Colon : vs dot . calling rules

SyntaxUse case
obj:method(args)Stateful object methods: gui.find(p):set(v) / tab:group(...) / net.http:get(...) / net.ws:connect(...) / file.image:load(...)
obj.fieldRead-only data field: player.health / event.delta_time / game.localplayer.weapon
module.func(args)Module function: gui.set(p, v) / esp.add(...) / log.info(...) / time.now()

Mixing them produces a bad self argument error. Module functions always use dot. Stateful object methods always use colon.
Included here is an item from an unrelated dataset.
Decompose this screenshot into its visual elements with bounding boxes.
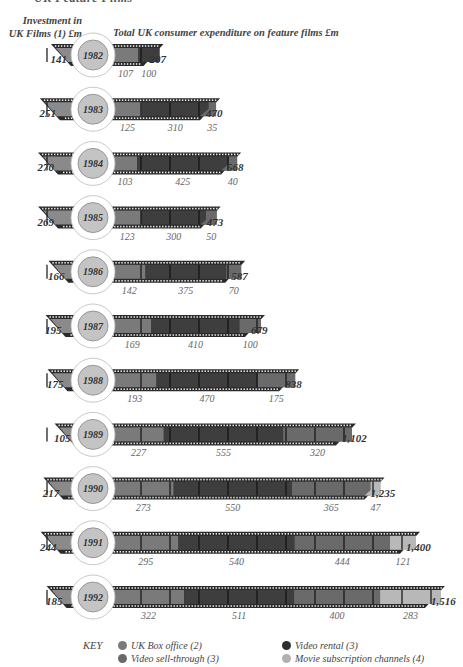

net.http:get / net.ws:connect use colon because net.http / net.ws are objects, not plain tables.

Weapon config paths

Weapon configuration flows through the same gui.set/get path syntax: aimbot.weapon.<id>.<sub>. For the currently held weapon, get the prefix from gui.get_active_override_path(). See gui weapon configuration.

lua
gui.set("aimbot.weapon.r301.aim.fov_hip", 12.5)
local p = gui.get_active_override_path()
if p ~= "" then gui.set(p .. ".aim.bone_target", 2) end

Field names follow the C++ SCHEMA; an invalid path returns nil / silently no-ops.
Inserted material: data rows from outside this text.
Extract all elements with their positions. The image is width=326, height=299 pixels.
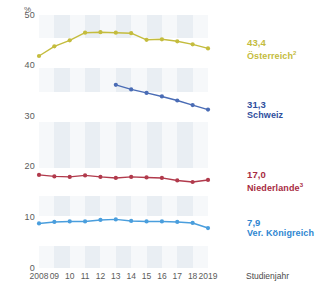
data-point <box>175 98 179 102</box>
legend-value: 31,3 <box>247 99 283 110</box>
series-line <box>39 175 208 182</box>
data-point <box>114 83 118 87</box>
data-point <box>68 38 72 42</box>
data-point <box>191 42 195 46</box>
data-point <box>175 39 179 43</box>
data-point <box>114 31 118 35</box>
series-line <box>39 32 208 56</box>
data-point <box>52 44 56 48</box>
data-point <box>129 175 133 179</box>
data-point <box>191 221 195 225</box>
data-point <box>83 219 87 223</box>
data-point <box>206 46 210 50</box>
data-point <box>191 103 195 107</box>
data-point <box>144 91 148 95</box>
legend-item-niederlande: 17,0Niederlande3 <box>247 169 303 194</box>
legend-footnote-marker: 2 <box>293 50 296 56</box>
data-point <box>37 221 41 225</box>
legend-label: Schweiz <box>247 110 283 121</box>
data-point <box>129 87 133 91</box>
data-point <box>68 219 72 223</box>
data-point <box>83 173 87 177</box>
data-point <box>37 54 41 58</box>
series-schweiz <box>114 83 210 112</box>
data-point <box>175 178 179 182</box>
data-point <box>144 175 148 179</box>
legend-label: Ver. Königreich <box>247 228 314 239</box>
data-point <box>98 30 102 34</box>
data-point <box>68 175 72 179</box>
data-point <box>144 219 148 223</box>
data-point <box>206 226 210 230</box>
data-point <box>114 217 118 221</box>
data-point <box>83 31 87 35</box>
data-point <box>175 220 179 224</box>
data-point <box>98 218 102 222</box>
legend-label: Niederlande3 <box>247 180 303 194</box>
legend-item--sterreich: 43,4Österreich2 <box>247 37 296 62</box>
data-point <box>129 219 133 223</box>
data-point <box>98 175 102 179</box>
series-niederlande <box>37 173 210 184</box>
data-point <box>191 180 195 184</box>
legend-footnote-marker: 3 <box>300 182 303 188</box>
data-point <box>129 31 133 35</box>
data-point <box>114 176 118 180</box>
series--sterreich <box>37 30 210 58</box>
legend-item-schweiz: 31,3Schweiz <box>247 99 283 121</box>
data-point <box>160 219 164 223</box>
data-point <box>206 108 210 112</box>
legend-value: 17,0 <box>247 169 303 180</box>
chart-root: % 50403020100 20080910111213141516171820… <box>0 0 326 299</box>
data-point <box>206 178 210 182</box>
data-point <box>160 37 164 41</box>
series-ver-k-nigreich <box>37 217 210 230</box>
data-point <box>160 176 164 180</box>
data-point <box>144 38 148 42</box>
legend-value: 7,9 <box>247 217 314 228</box>
data-point <box>52 220 56 224</box>
data-point <box>160 94 164 98</box>
legend-label: Österreich2 <box>247 48 296 62</box>
data-point <box>37 173 41 177</box>
data-point <box>52 174 56 178</box>
legend-item-ver-k-nigreich: 7,9Ver. Königreich <box>247 217 314 239</box>
series-line <box>39 219 208 228</box>
legend-value: 43,4 <box>247 37 296 48</box>
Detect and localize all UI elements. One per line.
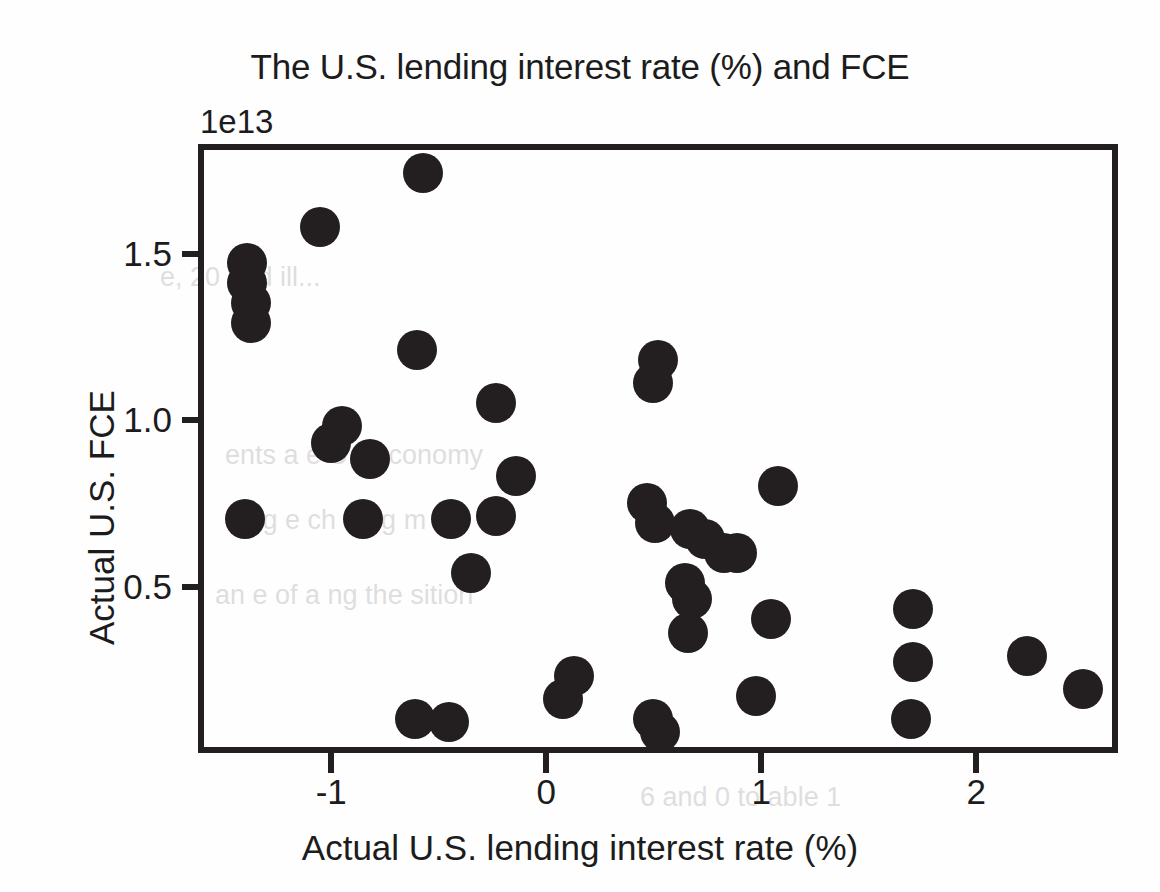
scatter-plot-area [204, 150, 1112, 747]
data-point [1063, 669, 1103, 709]
data-point [451, 553, 491, 593]
y-axis-offset-label: 1e13 [200, 103, 273, 141]
x-tick-mark [758, 753, 764, 773]
data-point [403, 153, 443, 193]
x-tick-label: 1 [701, 772, 821, 812]
data-point [476, 496, 516, 536]
data-point [543, 679, 583, 719]
x-tick-label: 0 [486, 772, 606, 812]
data-point [633, 363, 673, 403]
y-tick-label: 1.0 [12, 400, 172, 440]
data-point [758, 466, 798, 506]
chart-figure: e, 20 and ill... ents a e U.S. conomy d … [0, 0, 1160, 892]
data-point [736, 676, 776, 716]
x-tick-label: -1 [271, 772, 391, 812]
data-point [225, 499, 265, 539]
data-point [231, 303, 271, 343]
data-point [668, 613, 708, 653]
data-point [397, 330, 437, 370]
data-point [429, 702, 469, 742]
data-point [640, 712, 680, 752]
data-point [496, 456, 536, 496]
data-point [893, 589, 933, 629]
y-tick-label: 1.5 [12, 234, 172, 274]
x-tick-label: 2 [916, 772, 1036, 812]
data-point [891, 699, 931, 739]
data-point [311, 423, 351, 463]
y-tick-mark [182, 584, 198, 590]
y-tick-mark [182, 417, 198, 423]
data-point [343, 499, 383, 539]
data-point [751, 599, 791, 639]
data-point [300, 207, 340, 247]
data-point [431, 499, 471, 539]
y-tick-mark [182, 251, 198, 257]
data-point [1007, 636, 1047, 676]
data-point [635, 503, 675, 543]
y-tick-label: 0.5 [12, 567, 172, 607]
chart-title: The U.S. lending interest rate (%) and F… [0, 47, 1160, 87]
data-point [350, 439, 390, 479]
x-axis-title: Actual U.S. lending interest rate (%) [0, 828, 1160, 868]
x-tick-mark [328, 753, 334, 773]
data-point [893, 642, 933, 682]
y-axis-title: Actual U.S. FCE [82, 85, 122, 645]
x-tick-mark [543, 753, 549, 773]
data-point [476, 383, 516, 423]
plot-frame [198, 144, 1118, 753]
x-tick-mark [973, 753, 979, 773]
data-point [704, 533, 744, 573]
Same-frame set then get is visible

lua
gui.set("aimbot.master", true)
local v = gui.get("aimbot.master")  -- returns true immediately, no need to wait

gui.get / Window:get_open and other menu-thread read paths go through "current frame latest value" — visible same-frame. Background reader threads always go through the snapshot published at frame end.

No net.http:get_sync

The API does not provide synchronous HTTP — it would block the menu thread and freeze the GUI during script load. Correct pattern:

lua
net.http:get("https://example.com", function(resp)
    if resp.ok then
        -- handle resp.body
    else
        log.warn("HTTP fail: " .. (resp.error or ""))
    end
end, 3)  -- 3s timeout

The callback runs on the menu thread; you can call gui.set / gui.notify:* directly inside.

Combobox indices are 1-based

lua
group:combobox("playstyle", "...", { "Default", "Holder", "Rusher", "Safe" }, 2)
--                                                                          ^ default = "Holder"
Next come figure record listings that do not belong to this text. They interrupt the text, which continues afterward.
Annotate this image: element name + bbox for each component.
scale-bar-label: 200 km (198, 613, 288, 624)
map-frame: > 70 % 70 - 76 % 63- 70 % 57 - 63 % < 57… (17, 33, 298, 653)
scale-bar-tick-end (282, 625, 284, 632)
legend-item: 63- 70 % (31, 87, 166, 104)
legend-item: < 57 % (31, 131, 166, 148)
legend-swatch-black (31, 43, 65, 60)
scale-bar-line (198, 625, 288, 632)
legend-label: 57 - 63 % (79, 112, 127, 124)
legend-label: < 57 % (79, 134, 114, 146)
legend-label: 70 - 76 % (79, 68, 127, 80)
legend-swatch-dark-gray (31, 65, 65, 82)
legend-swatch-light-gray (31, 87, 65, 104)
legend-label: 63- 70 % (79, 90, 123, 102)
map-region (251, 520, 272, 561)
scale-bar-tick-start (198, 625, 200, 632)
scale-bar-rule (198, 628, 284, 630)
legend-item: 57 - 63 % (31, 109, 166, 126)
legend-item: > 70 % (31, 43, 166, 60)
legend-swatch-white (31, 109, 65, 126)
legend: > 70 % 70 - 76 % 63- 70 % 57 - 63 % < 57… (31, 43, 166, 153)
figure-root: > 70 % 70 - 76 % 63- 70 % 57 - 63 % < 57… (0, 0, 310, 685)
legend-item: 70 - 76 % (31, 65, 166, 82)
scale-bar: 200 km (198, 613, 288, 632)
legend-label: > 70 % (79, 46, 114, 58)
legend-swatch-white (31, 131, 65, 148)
The on_change(fn) callback signature is also fn(idx_1based, name). Combobox defaults and indices in Lua are always 1-based.

gui.get/set return/accept the underlying stored value, which is still a 0-based int. When converting between Combobox-facing and storage-facing values, remember +1 / -1.

Iterate entity tables with pairs, not #

lua
-- Wrong
local n = #game.entities.loots

-- Right
local n = 0
for _ in pairs(game.entities.loots) do n = n + 1 end

game.entities.{players, loots, projectiles} are userdata-backed tables; # returns 0 or undefined. pairs works correctly.